The committee that revised the Society’s Code of Ethics felt the document’s tenets and underlying principles apply to all journalism regardless of how it’s ultimately presented. Still, the committee knew people interested in ethical journalism may benefit from additional guidance from the Society and other people and organizations.
Below are several resources that the Society’s ethics committee compiled to help people with day-to-day decisions. These resources are not formally part of the Code. Also, these lists will grow and change as more resources are found, or as resources become obsolete.
For those people who still have questions, please email the Society’s Ethics Hotline: ethics@spj.org
- “Every journalist must have a personal sense of ethics and responsibility–a moral compass,” according to the Pew Research Center. “Each of us must be willing, if fairness and accuracy require, to voice differences with our colleagues, whether in the newsroom or the executive suite. News organizations do well to nurture this independence by encouraging individuals to speak their minds. This stimulates the intellectual diversity necessary to understand and accurately cover an increasingly diverse society. It is this diversity of minds and voices, not just numbers, that matters.”
SOURCE: http://www.journalism.org/resources/principles-of-journalism/
- There have been several stories of “public shaming” around individuals, sometimes not even public figures, because of things they tweet. In this case – Justine Sacco, whatever you think of her tweet, is a pariah as a result of 140 characters written before she got on a long plane, according to The New York Times. Even the Gawker writer of the first piece about her racist tweets recognized that things got way outta hand. It’s a new kind of harm that journalists can cause. Especially with non-public figures, the proportionality is often way outta whack – and that is an important ethical element.

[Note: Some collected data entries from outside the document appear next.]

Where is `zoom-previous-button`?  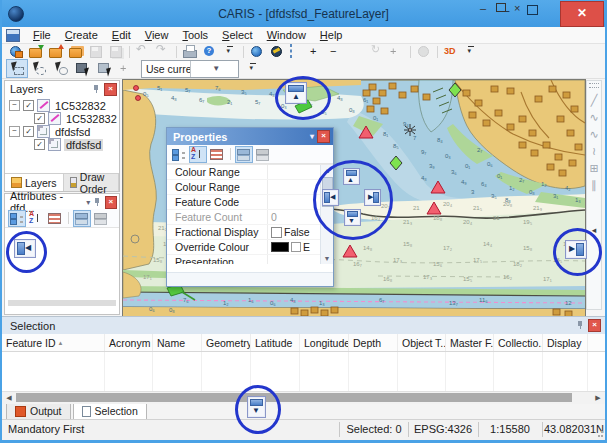
zoom-previous-button is located at coordinates (357, 52).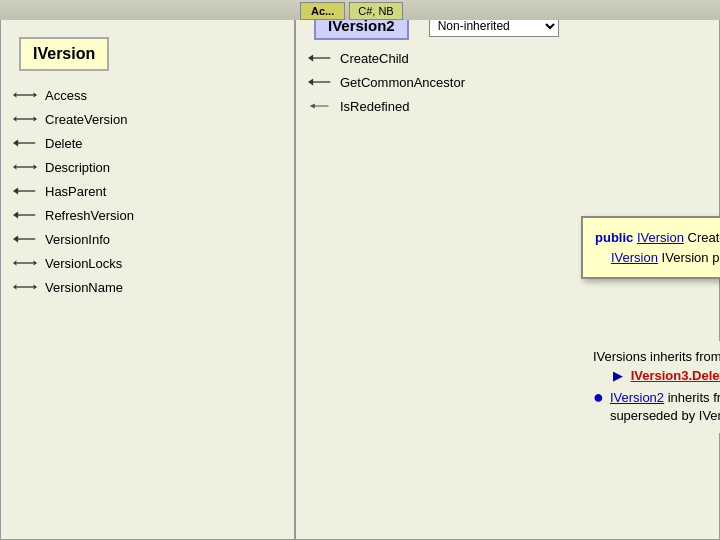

SOURCES: http://www.nytimes.com/2015/02/15/magazine/how-one-stupid-tweet-ruined-justine-saccos-life.html, http://gawker.com/justine-sacco-is-good-at-her-job-and-how-i-came-to-pea-1653022326 and http://jn8107.wikispaces.com/Proportionality
- The following link is a look at an expose in 1987 about AIDS in the Heartland. The piece from Poynter.com discusses the choices reporters and editors made to minimize harm on several levels.